My friend Liz is one of the most positive, productive coworkers I get to partner with. Her answer to pretty much anything is, "Sure, I can help you with that. We can figure that out. Yep."  With Liz, anything is possible.

My role at work generally involves words. But I'm stretching myself into graphic design just a bit. And this week Liz was kind enough to help me create a banner for one of our team's workshops—and to teach me the basics of Photoshop in the process. Which is sort of like a college professor teaching a kindergartener calculus. Bless her.

We needed a logo for the banner, so Liz pulled a jump drive from her pocket, plugged it into my Mac, and downloaded the image.

And I pulled out my phone to snap a photo of her jump drive.

"Possible," it reads. Perfect. This is the attitude to which she tackles life. "Yep, we can do this. That's possible. Yep." Her default is always to the solution side.

Liz is the master of Possible. I served alongside Liz  at church one Christmas—she was in charge of printing last-minute tickets for guests and I was one of her underlings. Problem: the two printers that our IT department had set up at our Seating Solutions station would not print. Liz called IT, but they could not figure it out. The line of guests was growing long, and the church service would start soon. 

"That's alright," she told the flustered IT guy as he continued to fiddle with the machines. "I'll just run downstairs and print each batch of tickets at the printer down there."

Um, our church is a bit sprawling. Downstairs printer = about one city block away, plus stairs—each way—for every group of guests. (*Ahem* I generously offered to stay here on my stool and give the waiting guests mints while Liz ran laps up and down the stairs dozens of times fetching printed tickets for our Christmas attenders). 

Liz's solution was not the most practical. It was pretty old-school, actually. But she kept the line moving and guests were served well. She made it Possible for them to enter the auditorium quickly and find their seats. (Though let's not forget I gave them tasty mints. Pretty much we both were heroes, you could say.)

We need more Possible people in our lives. I need to be a more Possible person—I have a pinch of Possible in me, but not nearly enough. I'm too quick to become rigid in my thinking, to follow the protocol rather than solve the problem, to see the barriers rather than the bridge. 

My work week starts tomorrow. And Possible has been bumped to the top of my to-do list.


# [Activity]
Only the records, repeated exactly, should make up the response.

# [Dataset listings of figures]
• • • • • • •

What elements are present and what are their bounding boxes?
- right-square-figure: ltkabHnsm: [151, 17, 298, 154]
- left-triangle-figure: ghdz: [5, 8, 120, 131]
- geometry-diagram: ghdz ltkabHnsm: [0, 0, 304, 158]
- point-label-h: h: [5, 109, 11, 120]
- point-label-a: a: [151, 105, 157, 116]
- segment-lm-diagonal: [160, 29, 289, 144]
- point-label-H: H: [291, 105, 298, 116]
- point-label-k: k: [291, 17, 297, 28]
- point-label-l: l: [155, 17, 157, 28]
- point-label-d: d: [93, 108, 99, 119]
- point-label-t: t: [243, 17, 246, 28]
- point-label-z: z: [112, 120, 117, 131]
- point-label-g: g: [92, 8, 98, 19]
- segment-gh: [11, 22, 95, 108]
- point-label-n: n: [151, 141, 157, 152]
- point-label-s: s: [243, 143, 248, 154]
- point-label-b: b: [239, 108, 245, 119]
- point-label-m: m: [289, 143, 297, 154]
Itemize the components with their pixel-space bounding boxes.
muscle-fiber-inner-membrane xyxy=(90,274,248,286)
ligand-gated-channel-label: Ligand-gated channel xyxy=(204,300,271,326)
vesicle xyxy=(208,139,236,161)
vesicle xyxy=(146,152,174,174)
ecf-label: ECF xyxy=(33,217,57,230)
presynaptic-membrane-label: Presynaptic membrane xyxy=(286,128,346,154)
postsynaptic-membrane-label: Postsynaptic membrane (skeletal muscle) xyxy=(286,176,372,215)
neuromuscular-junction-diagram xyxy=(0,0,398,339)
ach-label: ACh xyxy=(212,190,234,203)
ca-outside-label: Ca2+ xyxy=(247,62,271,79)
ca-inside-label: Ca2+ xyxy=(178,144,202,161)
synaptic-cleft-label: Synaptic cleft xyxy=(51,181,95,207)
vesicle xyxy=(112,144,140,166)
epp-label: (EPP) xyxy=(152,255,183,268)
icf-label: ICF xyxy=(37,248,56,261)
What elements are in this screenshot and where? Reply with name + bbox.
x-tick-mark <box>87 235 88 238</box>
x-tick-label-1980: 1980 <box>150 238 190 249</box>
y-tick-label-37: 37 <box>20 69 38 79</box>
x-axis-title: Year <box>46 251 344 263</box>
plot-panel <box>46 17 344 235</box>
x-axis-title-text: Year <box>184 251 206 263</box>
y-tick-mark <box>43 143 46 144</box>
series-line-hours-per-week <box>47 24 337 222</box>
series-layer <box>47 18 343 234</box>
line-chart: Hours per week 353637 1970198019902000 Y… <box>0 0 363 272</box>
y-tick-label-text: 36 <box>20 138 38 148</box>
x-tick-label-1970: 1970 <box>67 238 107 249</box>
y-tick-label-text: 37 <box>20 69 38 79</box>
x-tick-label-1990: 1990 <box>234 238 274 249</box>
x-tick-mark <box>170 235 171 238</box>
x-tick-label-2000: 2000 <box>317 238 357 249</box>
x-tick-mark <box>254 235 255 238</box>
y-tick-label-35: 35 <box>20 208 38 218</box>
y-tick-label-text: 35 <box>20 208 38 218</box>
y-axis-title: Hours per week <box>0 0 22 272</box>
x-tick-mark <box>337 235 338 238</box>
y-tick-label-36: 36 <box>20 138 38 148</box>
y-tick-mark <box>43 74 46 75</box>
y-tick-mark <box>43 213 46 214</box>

• • • • • • •

# [Answer to the exercise]
What elements are present and what are their bounding boxes?
- right-square-figure: ltkabHnsm: [151, 17, 298, 154]
- left-triangle-figure: ghdz: [5, 8, 120, 131]
- geometry-diagram: ghdz ltkabHnsm: [0, 0, 304, 158]
- point-label-h: h: [5, 109, 11, 120]
- point-label-a: a: [151, 105, 157, 116]
- segment-lm-diagonal: [160, 29, 289, 144]
- point-label-H: H: [291, 105, 298, 116]
- point-label-k: k: [291, 17, 297, 28]
- point-label-l: l: [155, 17, 157, 28]
- point-label-d: d: [93, 108, 99, 119]
- point-label-t: t: [243, 17, 246, 28]
- point-label-z: z: [112, 120, 117, 131]
- point-label-g: g: [92, 8, 98, 19]
- segment-gh: [11, 22, 95, 108]
- point-label-n: n: [151, 141, 157, 152]
- point-label-s: s: [243, 143, 248, 154]
- point-label-b: b: [239, 108, 245, 119]
- point-label-m: m: [289, 143, 297, 154]
Itemize the components with their pixel-space bounding boxes.
muscle-fiber-inner-membrane xyxy=(90,274,248,286)
ligand-gated-channel-label: Ligand-gated channel xyxy=(204,300,271,326)
vesicle xyxy=(208,139,236,161)
vesicle xyxy=(146,152,174,174)
ecf-label: ECF xyxy=(33,217,57,230)
presynaptic-membrane-label: Presynaptic membrane xyxy=(286,128,346,154)
postsynaptic-membrane-label: Postsynaptic membrane (skeletal muscle) xyxy=(286,176,372,215)
neuromuscular-junction-diagram xyxy=(0,0,398,339)
ach-label: ACh xyxy=(212,190,234,203)
ca-outside-label: Ca2+ xyxy=(247,62,271,79)
ca-inside-label: Ca2+ xyxy=(178,144,202,161)
synaptic-cleft-label: Synaptic cleft xyxy=(51,181,95,207)
vesicle xyxy=(112,144,140,166)
epp-label: (EPP) xyxy=(152,255,183,268)
icf-label: ICF xyxy=(37,248,56,261)
What elements are in this screenshot and where? Reply with name + bbox.
x-tick-mark <box>87 235 88 238</box>
x-tick-label-1980: 1980 <box>150 238 190 249</box>
y-tick-label-37: 37 <box>20 69 38 79</box>
x-axis-title: Year <box>46 251 344 263</box>
plot-panel <box>46 17 344 235</box>
x-axis-title-text: Year <box>184 251 206 263</box>
y-tick-mark <box>43 143 46 144</box>
series-line-hours-per-week <box>47 24 337 222</box>
series-layer <box>47 18 343 234</box>
line-chart: Hours per week 353637 1970198019902000 Y… <box>0 0 363 272</box>
y-tick-label-text: 36 <box>20 138 38 148</box>
x-tick-label-1970: 1970 <box>67 238 107 249</box>
y-tick-label-text: 37 <box>20 69 38 79</box>
x-tick-label-1990: 1990 <box>234 238 274 249</box>
x-tick-mark <box>170 235 171 238</box>
x-tick-label-2000: 2000 <box>317 238 357 249</box>
x-tick-mark <box>254 235 255 238</box>
y-tick-label-35: 35 <box>20 208 38 218</box>
y-tick-label-text: 35 <box>20 208 38 218</box>
y-axis-title: Hours per week <box>0 0 22 272</box>
x-tick-mark <box>337 235 338 238</box>
y-tick-label-36: 36 <box>20 138 38 148</box>
y-tick-mark <box>43 74 46 75</box>
y-tick-mark <box>43 213 46 214</box>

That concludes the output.